MAIL


Configuring the IMAP service to allow shared access to mail files
In addition to providing access to a user's personal mail folders, the IMAP service supports the NAMESPACE extension, which permits controlled access to shared mail files. By default, when the IMAP service is installed, NAMESPACE support is enabled so that clients accessing the service can view and open their personal mail files, as well as any other mail file on the server that they have permission to use -- for example other users' personal mail files to which they have been delegated access, and any public mail files that you set up as IMAP public folders.

As with personal mail files, an IMAP client can access Public and other users' mail files only if they reside on the same server as the IMAP service. In addition, the IMAP service must be able to authenticate the user from an entry in a configured directory on the server.

To configure namespace support on the server, enable NAMESPACE support so that IMAP users can view other users' and public mail files to which they've been granted access, and then do one or both of the following:


For information about using the IBM® Lotus® Notes® client to delegate access to a mail file, see the topic Delegating mail access if you have installed Lotus Notes Help. Or, visit the Documentation Library in the Lotus Developer Domain at http://www.lotus.com/ldd/doc to download or view Lotus Notes Help.

Note To provide IMAP users with access to other users' mail files, you must use a IBM® Lotus® Notes® client or IBM® Lotus® Domino™ Web Access client to delegate mail file access. You can not delegate access by adding names to the ACL of the mail file. To enable IMAP access to other users' mail files, the IBM® Lotus® Domino™ Administration Process (AdminP) must process an IMAP delegation request, which is only generated in response to a user setting delegation preferences from a Notes or IMAP mail client.

About IMAP namespaces

Typically, most users have a personal mail file to which they alone have access. The IMAP service considers messages in a personal mail file to exist in a hierarchy known as the personal namespace.

In addition to the personal namespace, messages can also exist in other hierarchies. For example, if a user is granted access to another user's mail file, such as when a secretary has been delegated access to a manager's mail file, messages in that mail file become available under an additional hierarchy, the other users' namespace.

Other mail files for example, mail-in databases that are intended to be shared amongst users, do not exist within a single user's namespace at all, but are intended for public access. Messages in these mail files exist only in the shared or public namespace.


§ What you will do
In the listing below, every line with the word "Opportunities" needs to be copied.

§ Source material
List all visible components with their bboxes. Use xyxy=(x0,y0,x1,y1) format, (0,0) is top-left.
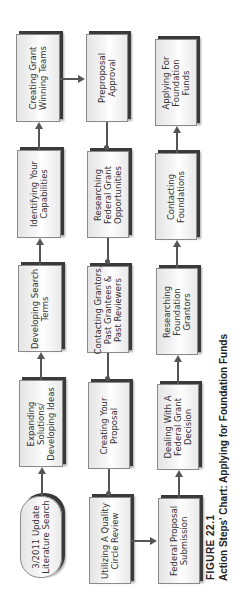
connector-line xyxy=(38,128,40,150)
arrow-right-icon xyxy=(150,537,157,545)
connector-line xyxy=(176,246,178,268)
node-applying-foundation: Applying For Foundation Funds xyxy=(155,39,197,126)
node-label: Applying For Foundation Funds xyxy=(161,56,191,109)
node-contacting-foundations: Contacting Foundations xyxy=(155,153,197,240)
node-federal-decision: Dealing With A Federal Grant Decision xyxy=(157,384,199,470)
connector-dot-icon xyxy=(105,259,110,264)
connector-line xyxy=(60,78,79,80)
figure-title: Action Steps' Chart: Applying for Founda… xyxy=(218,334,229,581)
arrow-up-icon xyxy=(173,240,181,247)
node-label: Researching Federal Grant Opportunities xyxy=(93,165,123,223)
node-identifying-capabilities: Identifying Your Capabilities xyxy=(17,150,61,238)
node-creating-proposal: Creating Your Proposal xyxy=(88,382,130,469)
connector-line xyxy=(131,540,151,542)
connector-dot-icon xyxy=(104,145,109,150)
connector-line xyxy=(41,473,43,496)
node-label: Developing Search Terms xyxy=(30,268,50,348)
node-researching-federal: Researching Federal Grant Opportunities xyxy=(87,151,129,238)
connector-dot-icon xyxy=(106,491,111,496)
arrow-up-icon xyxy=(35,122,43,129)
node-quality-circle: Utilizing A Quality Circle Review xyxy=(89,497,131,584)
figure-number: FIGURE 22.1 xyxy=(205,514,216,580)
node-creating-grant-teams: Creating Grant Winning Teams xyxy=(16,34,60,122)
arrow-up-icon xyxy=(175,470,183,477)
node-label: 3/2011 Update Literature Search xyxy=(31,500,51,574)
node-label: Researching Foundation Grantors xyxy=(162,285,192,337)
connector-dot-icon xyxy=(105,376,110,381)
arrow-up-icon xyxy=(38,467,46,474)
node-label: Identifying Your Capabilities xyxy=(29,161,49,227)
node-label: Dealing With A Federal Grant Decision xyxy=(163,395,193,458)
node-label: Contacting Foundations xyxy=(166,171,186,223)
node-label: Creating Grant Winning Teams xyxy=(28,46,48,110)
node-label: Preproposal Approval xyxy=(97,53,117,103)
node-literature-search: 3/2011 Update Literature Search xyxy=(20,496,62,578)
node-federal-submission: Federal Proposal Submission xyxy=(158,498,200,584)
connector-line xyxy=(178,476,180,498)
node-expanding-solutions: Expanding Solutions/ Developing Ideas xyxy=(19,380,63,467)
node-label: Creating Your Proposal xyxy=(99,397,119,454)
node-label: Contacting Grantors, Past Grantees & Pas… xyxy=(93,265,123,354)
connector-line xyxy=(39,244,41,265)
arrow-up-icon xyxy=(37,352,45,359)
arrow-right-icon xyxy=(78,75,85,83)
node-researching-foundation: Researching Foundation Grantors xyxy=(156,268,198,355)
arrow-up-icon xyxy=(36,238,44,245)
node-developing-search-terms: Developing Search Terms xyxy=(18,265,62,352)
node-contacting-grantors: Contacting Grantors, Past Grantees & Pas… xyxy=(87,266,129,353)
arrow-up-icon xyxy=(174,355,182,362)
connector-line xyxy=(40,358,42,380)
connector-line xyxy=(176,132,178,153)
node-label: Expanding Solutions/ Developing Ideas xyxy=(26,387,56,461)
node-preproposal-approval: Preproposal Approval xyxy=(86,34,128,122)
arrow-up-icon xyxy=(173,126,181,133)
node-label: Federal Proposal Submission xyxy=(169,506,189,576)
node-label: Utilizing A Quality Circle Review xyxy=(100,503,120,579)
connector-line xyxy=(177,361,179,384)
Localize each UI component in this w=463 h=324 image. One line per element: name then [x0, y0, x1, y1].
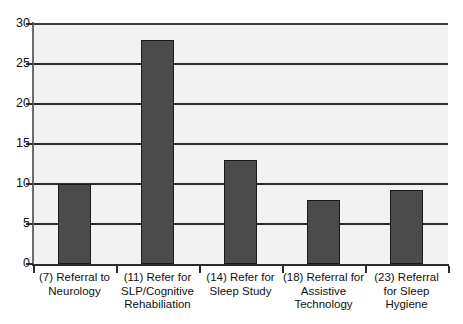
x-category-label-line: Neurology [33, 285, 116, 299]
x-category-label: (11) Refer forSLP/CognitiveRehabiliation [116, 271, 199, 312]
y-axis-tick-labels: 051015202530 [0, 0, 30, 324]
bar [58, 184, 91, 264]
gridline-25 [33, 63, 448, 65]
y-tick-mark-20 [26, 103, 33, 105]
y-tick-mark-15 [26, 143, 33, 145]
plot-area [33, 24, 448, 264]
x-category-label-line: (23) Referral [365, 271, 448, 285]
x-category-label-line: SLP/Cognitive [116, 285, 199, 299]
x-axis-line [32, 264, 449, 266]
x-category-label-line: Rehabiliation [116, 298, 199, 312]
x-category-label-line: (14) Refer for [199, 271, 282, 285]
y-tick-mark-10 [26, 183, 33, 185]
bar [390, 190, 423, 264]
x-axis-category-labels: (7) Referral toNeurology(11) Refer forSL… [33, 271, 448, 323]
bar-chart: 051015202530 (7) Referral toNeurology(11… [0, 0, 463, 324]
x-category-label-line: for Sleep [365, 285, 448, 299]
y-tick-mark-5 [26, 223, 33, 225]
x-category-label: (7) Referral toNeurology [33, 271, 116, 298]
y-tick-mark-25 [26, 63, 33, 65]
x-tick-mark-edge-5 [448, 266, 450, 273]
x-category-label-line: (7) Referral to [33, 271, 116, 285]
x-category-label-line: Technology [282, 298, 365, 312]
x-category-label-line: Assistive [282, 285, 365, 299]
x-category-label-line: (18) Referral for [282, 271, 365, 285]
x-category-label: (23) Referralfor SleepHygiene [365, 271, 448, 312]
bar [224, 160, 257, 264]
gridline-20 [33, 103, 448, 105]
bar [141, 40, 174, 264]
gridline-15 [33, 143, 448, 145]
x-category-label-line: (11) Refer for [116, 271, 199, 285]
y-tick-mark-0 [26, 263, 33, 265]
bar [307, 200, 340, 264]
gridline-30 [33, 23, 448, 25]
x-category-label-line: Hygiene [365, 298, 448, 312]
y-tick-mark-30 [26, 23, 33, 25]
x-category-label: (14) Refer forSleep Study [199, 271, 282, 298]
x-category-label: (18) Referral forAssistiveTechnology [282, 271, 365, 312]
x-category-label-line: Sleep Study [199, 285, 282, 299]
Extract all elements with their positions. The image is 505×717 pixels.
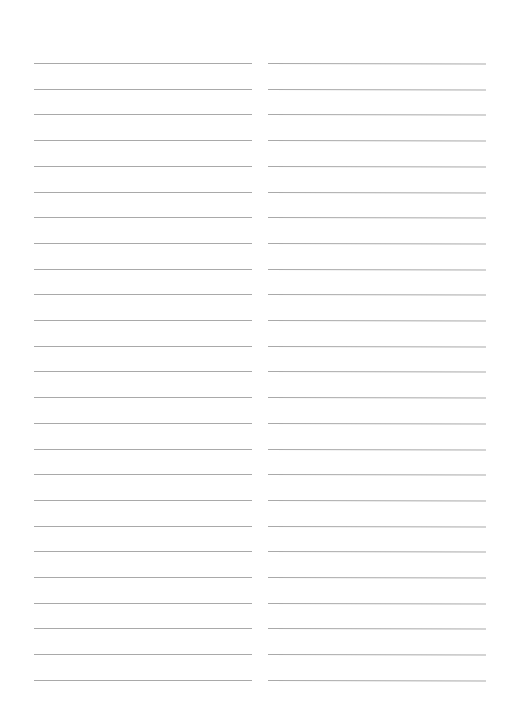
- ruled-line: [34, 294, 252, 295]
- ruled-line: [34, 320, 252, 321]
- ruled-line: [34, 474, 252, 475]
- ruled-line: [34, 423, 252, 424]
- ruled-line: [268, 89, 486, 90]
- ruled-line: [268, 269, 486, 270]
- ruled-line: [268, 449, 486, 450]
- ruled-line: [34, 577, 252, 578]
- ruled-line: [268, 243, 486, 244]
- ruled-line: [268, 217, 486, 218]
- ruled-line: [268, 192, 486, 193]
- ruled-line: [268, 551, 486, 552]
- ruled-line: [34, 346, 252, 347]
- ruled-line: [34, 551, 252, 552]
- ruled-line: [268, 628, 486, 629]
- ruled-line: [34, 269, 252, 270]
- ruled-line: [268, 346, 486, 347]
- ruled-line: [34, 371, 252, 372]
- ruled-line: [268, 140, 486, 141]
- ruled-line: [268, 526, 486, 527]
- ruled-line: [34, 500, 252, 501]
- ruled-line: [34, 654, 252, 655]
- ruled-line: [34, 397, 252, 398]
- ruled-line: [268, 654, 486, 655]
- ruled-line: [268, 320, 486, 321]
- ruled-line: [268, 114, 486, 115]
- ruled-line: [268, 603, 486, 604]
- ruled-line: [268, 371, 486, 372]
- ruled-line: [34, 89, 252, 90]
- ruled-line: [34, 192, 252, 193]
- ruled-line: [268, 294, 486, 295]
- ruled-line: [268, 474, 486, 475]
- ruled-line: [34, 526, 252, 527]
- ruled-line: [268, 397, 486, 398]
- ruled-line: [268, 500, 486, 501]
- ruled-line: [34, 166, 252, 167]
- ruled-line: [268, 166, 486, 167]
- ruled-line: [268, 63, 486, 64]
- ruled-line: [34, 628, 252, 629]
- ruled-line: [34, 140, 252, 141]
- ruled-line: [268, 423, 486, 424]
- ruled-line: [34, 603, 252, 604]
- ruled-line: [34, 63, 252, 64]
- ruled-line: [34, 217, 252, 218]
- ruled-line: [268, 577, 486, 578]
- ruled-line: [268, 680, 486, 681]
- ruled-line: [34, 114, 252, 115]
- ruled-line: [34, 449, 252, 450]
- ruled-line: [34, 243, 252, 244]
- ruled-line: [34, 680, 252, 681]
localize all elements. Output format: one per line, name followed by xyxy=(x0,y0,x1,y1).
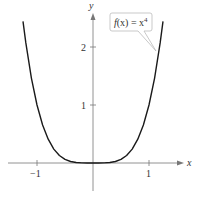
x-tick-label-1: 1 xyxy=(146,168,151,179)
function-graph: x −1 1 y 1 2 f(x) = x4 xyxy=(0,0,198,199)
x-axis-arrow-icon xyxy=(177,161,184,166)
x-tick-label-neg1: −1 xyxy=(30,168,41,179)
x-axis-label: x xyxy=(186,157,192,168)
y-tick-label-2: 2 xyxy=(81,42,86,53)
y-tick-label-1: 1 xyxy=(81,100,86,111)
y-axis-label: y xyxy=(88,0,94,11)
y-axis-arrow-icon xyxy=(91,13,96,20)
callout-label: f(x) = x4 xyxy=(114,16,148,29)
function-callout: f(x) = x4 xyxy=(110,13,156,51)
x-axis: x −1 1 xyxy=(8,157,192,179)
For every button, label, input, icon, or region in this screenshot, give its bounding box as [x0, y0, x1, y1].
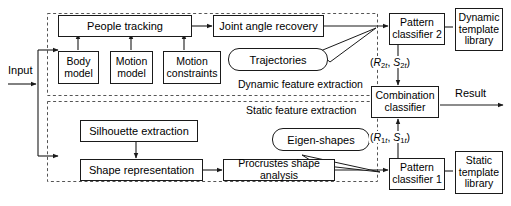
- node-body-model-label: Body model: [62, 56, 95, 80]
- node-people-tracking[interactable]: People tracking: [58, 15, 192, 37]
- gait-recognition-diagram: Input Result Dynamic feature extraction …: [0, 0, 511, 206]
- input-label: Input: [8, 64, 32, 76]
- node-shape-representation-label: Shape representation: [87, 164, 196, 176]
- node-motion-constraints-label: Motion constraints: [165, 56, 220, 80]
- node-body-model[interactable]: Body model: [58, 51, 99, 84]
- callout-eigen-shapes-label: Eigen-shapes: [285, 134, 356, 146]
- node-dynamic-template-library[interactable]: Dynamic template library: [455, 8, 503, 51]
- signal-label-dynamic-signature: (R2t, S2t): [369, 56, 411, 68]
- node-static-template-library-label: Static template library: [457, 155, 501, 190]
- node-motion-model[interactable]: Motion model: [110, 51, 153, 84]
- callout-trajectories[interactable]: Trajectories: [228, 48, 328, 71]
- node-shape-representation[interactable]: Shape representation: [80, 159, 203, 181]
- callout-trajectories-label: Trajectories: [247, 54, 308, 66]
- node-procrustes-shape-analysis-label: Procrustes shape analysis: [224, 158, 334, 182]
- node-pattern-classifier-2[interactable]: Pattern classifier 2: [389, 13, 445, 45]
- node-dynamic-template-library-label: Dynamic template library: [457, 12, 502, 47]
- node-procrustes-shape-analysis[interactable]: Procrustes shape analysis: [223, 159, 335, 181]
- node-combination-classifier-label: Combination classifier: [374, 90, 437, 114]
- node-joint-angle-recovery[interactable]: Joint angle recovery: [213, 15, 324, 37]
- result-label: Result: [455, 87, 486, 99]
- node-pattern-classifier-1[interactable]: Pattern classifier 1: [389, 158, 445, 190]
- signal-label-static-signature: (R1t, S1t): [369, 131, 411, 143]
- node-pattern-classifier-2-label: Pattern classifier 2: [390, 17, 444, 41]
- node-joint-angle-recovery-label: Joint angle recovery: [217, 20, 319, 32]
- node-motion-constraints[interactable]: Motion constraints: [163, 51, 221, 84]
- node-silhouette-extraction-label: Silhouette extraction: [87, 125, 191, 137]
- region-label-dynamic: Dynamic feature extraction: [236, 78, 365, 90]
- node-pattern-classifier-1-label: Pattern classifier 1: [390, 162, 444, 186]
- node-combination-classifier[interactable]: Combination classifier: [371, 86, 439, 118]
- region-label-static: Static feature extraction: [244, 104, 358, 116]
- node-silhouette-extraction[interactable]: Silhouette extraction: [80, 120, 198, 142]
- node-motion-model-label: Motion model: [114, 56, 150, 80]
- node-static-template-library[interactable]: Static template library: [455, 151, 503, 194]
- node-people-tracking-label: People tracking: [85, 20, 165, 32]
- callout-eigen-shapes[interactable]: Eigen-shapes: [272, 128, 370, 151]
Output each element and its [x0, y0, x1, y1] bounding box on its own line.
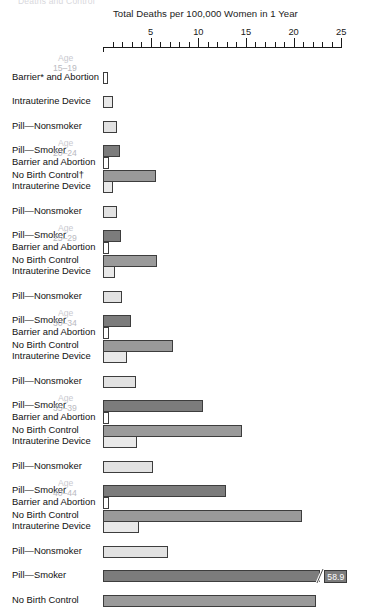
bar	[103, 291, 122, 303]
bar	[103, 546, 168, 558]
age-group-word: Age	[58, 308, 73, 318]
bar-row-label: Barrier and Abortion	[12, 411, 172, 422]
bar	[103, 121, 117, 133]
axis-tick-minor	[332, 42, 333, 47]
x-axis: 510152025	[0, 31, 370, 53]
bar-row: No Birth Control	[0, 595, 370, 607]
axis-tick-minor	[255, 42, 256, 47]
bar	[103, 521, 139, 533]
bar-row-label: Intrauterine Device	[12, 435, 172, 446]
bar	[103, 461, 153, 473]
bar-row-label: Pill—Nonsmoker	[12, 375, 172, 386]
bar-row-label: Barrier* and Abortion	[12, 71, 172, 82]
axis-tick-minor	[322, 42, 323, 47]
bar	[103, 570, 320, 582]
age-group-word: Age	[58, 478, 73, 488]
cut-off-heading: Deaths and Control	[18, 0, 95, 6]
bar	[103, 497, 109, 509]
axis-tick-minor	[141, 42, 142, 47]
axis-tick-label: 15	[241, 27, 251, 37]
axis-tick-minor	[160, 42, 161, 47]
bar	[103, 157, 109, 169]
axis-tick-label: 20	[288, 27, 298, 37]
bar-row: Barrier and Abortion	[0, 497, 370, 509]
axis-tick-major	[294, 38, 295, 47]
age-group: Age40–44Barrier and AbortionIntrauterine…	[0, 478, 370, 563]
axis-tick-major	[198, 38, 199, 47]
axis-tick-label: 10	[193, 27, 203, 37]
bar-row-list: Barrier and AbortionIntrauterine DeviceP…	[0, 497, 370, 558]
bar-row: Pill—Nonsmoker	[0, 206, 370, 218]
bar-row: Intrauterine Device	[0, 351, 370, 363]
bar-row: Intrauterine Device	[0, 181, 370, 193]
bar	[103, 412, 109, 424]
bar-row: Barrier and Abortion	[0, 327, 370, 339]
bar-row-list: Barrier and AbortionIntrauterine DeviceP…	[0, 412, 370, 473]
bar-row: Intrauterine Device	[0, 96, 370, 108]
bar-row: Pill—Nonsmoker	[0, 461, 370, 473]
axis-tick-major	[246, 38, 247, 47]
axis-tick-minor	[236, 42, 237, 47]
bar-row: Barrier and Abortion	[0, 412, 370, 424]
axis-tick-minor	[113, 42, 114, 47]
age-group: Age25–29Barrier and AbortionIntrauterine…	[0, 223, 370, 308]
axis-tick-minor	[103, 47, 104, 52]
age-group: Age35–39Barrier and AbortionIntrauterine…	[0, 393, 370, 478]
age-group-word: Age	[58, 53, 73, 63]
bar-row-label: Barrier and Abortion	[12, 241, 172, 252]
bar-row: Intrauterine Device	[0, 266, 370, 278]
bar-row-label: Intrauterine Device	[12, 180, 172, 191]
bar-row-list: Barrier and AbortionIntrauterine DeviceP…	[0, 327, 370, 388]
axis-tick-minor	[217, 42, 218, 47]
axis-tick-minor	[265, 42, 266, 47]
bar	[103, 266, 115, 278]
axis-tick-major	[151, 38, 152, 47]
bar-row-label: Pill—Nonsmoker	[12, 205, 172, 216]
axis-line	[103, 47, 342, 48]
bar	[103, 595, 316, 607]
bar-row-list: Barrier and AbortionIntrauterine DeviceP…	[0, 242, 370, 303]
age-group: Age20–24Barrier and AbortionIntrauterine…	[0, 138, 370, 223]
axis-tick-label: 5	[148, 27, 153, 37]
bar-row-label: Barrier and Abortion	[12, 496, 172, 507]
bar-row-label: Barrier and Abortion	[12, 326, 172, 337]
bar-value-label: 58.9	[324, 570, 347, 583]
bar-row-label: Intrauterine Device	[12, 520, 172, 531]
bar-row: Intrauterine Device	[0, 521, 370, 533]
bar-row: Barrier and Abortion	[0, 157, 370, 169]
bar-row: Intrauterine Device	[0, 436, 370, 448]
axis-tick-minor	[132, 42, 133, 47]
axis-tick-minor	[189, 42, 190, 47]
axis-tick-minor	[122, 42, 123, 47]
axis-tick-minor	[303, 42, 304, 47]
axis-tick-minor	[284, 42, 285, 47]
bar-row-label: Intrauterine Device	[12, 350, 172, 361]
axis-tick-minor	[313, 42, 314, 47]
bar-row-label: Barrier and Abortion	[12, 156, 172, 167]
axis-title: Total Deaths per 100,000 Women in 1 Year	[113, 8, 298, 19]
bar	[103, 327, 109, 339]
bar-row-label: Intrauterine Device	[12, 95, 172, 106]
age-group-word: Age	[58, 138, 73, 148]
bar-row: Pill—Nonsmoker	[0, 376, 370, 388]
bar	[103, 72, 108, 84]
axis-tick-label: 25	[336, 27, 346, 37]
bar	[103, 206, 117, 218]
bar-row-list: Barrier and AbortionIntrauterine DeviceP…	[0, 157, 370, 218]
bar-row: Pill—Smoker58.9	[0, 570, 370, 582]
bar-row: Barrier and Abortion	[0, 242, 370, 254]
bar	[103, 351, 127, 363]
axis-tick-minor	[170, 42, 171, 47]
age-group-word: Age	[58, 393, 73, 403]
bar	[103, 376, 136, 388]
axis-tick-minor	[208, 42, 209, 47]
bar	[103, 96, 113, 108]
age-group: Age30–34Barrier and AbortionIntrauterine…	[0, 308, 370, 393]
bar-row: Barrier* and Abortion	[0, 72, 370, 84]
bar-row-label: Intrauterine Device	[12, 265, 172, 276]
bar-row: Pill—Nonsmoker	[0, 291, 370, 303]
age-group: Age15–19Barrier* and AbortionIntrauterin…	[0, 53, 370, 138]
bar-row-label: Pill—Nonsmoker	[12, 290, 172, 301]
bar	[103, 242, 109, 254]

§ Answer to this task
node-label: Researching Federal Grant Opportunities xyxy=(93,165,123,223)
node-researching-federal: Researching Federal Grant Opportunities xyxy=(87,151,129,238)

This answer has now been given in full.